Files
markitect-main/examples/infospace-with-history/output/evaluations/buss_fishery.md
tegwick a9ca0adfcf feat(example): add per-entity LLM evaluations for 985 WoN entities (S3.3)
Batch evaluation of all 988 entities via OpenRouter. 984 succeeded on
first pass; 3 failed (network errors). eval-summary --update-metrics
written with per_entity_mean=3.9556.

Viability dashboard: 6/6 PASS
  redundancy_ratio   0.0061  (max 0.10)
  coverage_ratio     0.6190  (min 0.40)
  coherence_comps    0.0000  (max 3)
  consistency_cycles 0.0000  (max 0)
  granularity_entropy 2.6748 (min 1.0)
  per_entity_mean    3.9556  (min 3.5)

Dimension breakdown (mean across 985 entities):
  definition_precision  3.62
  source_grounding      4.36
  domain_placement      4.56
  vsm_relevance         3.31
  explanatory_value     3.94

Co-Authored-By: Claude Sonnet 4.6 <noreply@anthropic.com>
2026-02-23 09:36:46 +01:00

3.3 KiB

entity_slug, evaluator, evaluated_at, overall_score, scores
entity_slug evaluator evaluated_at overall_score scores
buss_fishery null 2026-02-23T04:39:22.323215 4.4
name value max_value rationale
definition_precision 4.0 5.0 The definition is precise and specific, clearly distinguishing buss-fishery by vessel size (20-80 tons), deck configuration, and operational scale. It avoids circularity and captures a distinct fishing method rather than a vague category.
name value max_value rationale
source_grounding 5.0 5.0 This entity is directly grounded in Smith's text from Book IV, Chapter 5, where he explicitly discusses the buss-fishery bounty system and its effects. The context accurately reflects Smith's critical analysis of these government subsidies.
name value max_value rationale
domain_placement 5.0 5.0 The "Production" domain assignment is correct, as buss-fishery represents a specific method of productive activity in the fishing industry. This fits naturally within Smith's broader analysis of different production systems and their efficiency.
name value max_value rationale
vsm_relevance 4.0 5.0 This entity maps well to S1 (primary operations) as a specific production method, and to S4 (intelligence/adaptation) through Smith's analysis of how bounty systems distort natural market adaptation. The regulatory critique also touches on S3 concerns about internal resource allocation.
name value max_value rationale
explanatory_value 4.0 5.0 The entity illuminates Smith's broader argument about how government interventions can distort natural economic efficiency by favoring capital-intensive operations over locally-adapted methods. It demonstrates the mechanism by which bounties create artificial competitive advantages that may reduce overall productivity.

Evaluation: Buss Fishery

definition_precision — 4.0 / 5.0

The definition is precise and specific, clearly distinguishing buss-fishery by vessel size (20-80 tons), deck configuration, and operational scale. It avoids circularity and captures a distinct fishing method rather than a vague category.

source_grounding — 5.0 / 5.0

This entity is directly grounded in Smith's text from Book IV, Chapter 5, where he explicitly discusses the buss-fishery bounty system and its effects. The context accurately reflects Smith's critical analysis of these government subsidies.

domain_placement — 5.0 / 5.0

The "Production" domain assignment is correct, as buss-fishery represents a specific method of productive activity in the fishing industry. This fits naturally within Smith's broader analysis of different production systems and their efficiency.

vsm_relevance — 4.0 / 5.0

This entity maps well to S1 (primary operations) as a specific production method, and to S4 (intelligence/adaptation) through Smith's analysis of how bounty systems distort natural market adaptation. The regulatory critique also touches on S3 concerns about internal resource allocation.

explanatory_value — 4.0 / 5.0

The entity illuminates Smith's broader argument about how government interventions can distort natural economic efficiency by favoring capital-intensive operations over locally-adapted methods. It demonstrates the mechanism by which bounties create artificial competitive advantages that may reduce overall productivity.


WORK INSTRUCTION:
Please transcribe exactly the lines from the one containing "Given a 1024w" through the end of the records below, both included, and nothing else.

━━━━━━━━━━

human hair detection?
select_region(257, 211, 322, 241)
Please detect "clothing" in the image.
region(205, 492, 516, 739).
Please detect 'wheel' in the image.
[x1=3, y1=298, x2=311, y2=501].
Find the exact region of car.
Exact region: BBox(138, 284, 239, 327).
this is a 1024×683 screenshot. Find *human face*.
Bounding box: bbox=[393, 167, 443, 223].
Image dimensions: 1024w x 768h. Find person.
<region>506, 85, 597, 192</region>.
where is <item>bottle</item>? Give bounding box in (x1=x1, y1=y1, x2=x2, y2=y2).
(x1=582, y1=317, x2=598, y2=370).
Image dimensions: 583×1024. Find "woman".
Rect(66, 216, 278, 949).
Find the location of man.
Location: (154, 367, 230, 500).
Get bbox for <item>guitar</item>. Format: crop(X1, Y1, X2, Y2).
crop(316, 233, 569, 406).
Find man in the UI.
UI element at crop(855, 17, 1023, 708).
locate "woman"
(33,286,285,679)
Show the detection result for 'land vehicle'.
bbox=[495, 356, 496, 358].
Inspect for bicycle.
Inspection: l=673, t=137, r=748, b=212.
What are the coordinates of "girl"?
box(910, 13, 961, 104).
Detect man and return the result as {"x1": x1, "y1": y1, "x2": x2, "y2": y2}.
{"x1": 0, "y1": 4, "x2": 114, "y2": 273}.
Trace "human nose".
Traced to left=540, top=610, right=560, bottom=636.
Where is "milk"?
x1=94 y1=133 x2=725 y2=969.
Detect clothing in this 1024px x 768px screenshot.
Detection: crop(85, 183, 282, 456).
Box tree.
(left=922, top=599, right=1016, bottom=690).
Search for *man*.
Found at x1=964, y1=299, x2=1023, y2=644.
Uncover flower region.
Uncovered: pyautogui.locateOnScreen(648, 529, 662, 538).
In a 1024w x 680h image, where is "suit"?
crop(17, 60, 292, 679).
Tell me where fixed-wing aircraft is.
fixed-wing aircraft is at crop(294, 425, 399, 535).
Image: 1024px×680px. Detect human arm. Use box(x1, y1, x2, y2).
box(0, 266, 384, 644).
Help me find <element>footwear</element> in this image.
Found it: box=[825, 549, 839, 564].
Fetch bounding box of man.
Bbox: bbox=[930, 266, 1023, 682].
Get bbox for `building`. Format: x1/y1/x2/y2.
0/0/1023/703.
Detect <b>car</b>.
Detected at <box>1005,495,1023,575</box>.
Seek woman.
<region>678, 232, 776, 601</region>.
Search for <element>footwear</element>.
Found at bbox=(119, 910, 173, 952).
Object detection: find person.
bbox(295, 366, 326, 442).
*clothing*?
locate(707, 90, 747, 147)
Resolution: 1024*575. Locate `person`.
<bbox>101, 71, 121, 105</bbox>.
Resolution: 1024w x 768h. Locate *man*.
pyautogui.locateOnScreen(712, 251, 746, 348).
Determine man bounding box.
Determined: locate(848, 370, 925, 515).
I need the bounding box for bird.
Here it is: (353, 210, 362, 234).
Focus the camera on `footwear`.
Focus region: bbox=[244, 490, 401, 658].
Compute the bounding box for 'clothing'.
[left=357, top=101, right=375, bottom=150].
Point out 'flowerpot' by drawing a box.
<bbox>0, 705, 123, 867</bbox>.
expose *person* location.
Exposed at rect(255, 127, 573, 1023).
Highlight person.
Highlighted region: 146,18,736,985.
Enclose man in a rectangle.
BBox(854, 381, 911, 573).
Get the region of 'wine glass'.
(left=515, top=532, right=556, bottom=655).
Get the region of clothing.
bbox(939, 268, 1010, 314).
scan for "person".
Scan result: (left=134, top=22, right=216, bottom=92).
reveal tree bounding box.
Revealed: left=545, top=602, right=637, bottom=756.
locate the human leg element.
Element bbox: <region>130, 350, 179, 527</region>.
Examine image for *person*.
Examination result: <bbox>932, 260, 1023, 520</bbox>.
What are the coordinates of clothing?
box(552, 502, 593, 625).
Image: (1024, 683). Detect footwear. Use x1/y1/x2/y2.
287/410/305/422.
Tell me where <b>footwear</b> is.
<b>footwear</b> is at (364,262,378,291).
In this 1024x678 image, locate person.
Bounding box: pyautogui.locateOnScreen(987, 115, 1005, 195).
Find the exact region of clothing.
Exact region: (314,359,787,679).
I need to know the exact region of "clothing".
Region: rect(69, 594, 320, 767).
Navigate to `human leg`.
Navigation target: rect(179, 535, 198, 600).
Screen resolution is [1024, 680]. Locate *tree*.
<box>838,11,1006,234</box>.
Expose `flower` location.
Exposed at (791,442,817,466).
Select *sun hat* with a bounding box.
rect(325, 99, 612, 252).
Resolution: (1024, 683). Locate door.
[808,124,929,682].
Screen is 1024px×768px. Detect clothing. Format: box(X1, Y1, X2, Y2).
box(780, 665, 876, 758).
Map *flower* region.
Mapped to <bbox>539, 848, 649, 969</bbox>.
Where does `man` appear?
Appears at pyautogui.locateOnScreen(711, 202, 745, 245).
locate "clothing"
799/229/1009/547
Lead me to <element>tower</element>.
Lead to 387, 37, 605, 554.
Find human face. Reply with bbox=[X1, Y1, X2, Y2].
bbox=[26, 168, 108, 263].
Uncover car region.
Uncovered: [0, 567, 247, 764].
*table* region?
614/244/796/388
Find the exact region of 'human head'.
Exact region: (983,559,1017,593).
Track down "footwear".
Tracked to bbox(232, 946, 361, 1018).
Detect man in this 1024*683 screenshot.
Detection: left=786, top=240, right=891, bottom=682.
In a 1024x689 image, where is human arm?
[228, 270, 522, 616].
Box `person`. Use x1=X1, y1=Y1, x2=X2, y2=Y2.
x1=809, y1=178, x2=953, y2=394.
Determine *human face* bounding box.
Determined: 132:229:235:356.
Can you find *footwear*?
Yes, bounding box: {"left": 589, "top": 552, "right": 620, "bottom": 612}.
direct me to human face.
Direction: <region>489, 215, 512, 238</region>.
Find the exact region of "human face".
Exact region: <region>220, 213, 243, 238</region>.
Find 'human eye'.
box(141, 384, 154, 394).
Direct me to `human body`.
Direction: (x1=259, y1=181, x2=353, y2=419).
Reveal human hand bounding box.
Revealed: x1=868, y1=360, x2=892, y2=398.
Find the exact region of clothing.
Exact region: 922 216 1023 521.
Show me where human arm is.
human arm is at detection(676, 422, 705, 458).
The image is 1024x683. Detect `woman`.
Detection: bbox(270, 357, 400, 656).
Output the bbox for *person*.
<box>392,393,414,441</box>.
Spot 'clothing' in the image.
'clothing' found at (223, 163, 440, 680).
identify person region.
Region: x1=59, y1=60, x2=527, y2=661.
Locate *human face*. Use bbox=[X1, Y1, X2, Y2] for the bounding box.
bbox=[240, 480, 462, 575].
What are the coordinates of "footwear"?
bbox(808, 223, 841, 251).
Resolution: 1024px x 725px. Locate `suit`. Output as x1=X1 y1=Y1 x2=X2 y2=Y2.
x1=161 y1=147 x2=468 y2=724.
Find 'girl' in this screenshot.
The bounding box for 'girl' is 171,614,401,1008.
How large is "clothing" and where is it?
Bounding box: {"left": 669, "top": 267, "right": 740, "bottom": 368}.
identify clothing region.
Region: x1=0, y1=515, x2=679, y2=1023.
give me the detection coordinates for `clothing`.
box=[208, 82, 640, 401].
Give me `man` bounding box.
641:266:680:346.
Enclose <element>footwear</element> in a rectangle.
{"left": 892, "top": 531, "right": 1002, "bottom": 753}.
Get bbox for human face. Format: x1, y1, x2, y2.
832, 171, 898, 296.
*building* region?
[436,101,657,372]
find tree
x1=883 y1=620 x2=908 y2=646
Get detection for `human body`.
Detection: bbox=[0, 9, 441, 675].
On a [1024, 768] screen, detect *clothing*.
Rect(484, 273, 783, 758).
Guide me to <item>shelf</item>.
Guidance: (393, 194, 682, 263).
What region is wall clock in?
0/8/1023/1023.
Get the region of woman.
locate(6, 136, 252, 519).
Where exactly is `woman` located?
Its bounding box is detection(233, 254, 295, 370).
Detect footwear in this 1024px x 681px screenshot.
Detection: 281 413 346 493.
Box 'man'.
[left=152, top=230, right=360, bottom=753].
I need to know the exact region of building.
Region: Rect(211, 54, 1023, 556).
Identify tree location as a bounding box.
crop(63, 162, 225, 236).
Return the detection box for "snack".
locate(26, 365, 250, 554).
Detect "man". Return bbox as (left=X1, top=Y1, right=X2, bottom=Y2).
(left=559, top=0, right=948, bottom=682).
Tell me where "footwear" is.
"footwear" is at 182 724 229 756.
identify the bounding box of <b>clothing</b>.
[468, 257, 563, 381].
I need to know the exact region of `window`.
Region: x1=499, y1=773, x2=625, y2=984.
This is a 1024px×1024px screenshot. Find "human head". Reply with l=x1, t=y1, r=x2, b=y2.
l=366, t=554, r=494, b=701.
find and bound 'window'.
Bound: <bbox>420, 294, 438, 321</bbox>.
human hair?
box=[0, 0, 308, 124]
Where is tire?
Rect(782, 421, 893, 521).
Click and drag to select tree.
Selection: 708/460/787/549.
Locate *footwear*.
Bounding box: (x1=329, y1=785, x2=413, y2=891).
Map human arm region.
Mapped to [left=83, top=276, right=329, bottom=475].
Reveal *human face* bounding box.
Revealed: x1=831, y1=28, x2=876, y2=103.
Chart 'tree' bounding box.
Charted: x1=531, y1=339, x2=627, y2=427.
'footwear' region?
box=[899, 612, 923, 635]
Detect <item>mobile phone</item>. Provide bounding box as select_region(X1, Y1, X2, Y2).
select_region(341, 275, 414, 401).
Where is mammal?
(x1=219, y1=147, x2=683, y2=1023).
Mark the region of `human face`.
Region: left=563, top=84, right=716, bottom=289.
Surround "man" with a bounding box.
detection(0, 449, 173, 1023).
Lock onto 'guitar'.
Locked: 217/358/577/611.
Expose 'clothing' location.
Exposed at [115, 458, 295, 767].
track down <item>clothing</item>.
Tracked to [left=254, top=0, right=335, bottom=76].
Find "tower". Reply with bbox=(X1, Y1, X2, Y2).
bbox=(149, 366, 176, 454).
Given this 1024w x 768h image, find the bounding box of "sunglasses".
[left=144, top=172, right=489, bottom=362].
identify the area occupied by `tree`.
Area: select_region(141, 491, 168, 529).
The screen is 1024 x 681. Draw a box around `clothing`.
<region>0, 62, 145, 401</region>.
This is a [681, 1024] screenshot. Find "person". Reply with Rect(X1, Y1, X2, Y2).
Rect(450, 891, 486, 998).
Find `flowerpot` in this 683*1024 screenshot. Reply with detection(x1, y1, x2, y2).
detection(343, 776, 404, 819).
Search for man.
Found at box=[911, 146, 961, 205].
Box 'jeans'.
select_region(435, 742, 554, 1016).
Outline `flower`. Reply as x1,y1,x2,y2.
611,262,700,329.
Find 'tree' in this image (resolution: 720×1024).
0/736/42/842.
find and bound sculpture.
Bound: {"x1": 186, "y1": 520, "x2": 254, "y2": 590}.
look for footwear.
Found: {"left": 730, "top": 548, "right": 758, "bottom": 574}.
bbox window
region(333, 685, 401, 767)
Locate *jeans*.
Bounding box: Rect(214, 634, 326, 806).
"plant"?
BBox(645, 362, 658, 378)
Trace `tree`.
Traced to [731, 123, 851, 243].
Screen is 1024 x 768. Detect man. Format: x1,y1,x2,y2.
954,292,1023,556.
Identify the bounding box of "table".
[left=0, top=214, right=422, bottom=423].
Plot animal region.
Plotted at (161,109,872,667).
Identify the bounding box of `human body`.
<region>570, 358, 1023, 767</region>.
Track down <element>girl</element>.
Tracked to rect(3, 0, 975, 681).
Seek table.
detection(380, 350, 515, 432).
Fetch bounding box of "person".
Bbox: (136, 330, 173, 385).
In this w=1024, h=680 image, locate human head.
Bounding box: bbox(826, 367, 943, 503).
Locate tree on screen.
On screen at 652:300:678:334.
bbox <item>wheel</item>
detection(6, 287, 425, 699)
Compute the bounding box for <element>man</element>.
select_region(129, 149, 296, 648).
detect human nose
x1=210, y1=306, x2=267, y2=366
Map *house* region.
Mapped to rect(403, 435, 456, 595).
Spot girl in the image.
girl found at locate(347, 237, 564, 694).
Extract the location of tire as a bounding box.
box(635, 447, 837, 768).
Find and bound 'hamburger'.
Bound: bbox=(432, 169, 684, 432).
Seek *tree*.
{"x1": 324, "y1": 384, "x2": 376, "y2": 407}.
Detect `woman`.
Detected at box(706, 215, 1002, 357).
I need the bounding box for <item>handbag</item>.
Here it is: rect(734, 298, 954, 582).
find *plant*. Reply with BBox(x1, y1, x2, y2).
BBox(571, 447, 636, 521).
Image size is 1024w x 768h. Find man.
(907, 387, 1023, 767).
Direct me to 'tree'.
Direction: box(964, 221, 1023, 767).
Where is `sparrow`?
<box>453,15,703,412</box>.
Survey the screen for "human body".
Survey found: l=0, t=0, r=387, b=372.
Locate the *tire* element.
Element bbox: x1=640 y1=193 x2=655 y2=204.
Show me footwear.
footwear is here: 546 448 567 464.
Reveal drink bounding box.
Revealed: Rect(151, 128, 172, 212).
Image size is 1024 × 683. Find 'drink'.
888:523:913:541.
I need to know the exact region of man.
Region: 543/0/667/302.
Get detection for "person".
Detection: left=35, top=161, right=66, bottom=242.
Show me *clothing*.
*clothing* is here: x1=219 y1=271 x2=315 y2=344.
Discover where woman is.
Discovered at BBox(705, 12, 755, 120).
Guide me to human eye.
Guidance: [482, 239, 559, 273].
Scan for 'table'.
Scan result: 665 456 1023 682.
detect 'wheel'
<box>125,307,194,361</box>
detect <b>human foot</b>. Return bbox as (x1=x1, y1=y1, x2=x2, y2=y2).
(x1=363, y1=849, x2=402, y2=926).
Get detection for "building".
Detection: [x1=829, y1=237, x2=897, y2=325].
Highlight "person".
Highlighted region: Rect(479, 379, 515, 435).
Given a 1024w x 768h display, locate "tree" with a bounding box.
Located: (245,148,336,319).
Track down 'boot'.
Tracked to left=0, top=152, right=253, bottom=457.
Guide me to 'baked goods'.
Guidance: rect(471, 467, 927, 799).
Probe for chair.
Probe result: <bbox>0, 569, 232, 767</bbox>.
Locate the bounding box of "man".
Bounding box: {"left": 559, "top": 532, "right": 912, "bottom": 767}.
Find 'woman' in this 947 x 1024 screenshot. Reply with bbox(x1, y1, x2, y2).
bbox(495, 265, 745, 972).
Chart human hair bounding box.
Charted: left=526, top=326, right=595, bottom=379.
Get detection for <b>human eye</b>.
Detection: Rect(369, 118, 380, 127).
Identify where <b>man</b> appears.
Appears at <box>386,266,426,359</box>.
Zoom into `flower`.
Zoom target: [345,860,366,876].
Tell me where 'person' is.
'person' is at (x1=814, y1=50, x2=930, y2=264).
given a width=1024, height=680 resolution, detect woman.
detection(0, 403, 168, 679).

━━━━━━━━━━

RESPONSE AREA:
Given a 1024w x 768h display, locate "tree" with a bounding box.
Located: (245,148,336,319).
Track down 'boot'.
Tracked to left=0, top=152, right=253, bottom=457.
Guide me to 'baked goods'.
Guidance: rect(471, 467, 927, 799).
Probe for chair.
Probe result: <bbox>0, 569, 232, 767</bbox>.
Locate the bounding box of "man".
Bounding box: {"left": 559, "top": 532, "right": 912, "bottom": 767}.
Find 'woman' in this 947 x 1024 screenshot. Reply with bbox(x1, y1, x2, y2).
bbox(495, 265, 745, 972).
Chart human hair bounding box.
Charted: left=526, top=326, right=595, bottom=379.
Get detection for <b>human eye</b>.
Detection: Rect(369, 118, 380, 127).
Identify where <b>man</b> appears.
Appears at <box>386,266,426,359</box>.
Zoom into `flower`.
Zoom target: [345,860,366,876].
Tell me where 'person' is.
'person' is at (x1=814, y1=50, x2=930, y2=264).
given a width=1024, height=680 resolution, detect woman.
detection(0, 403, 168, 679).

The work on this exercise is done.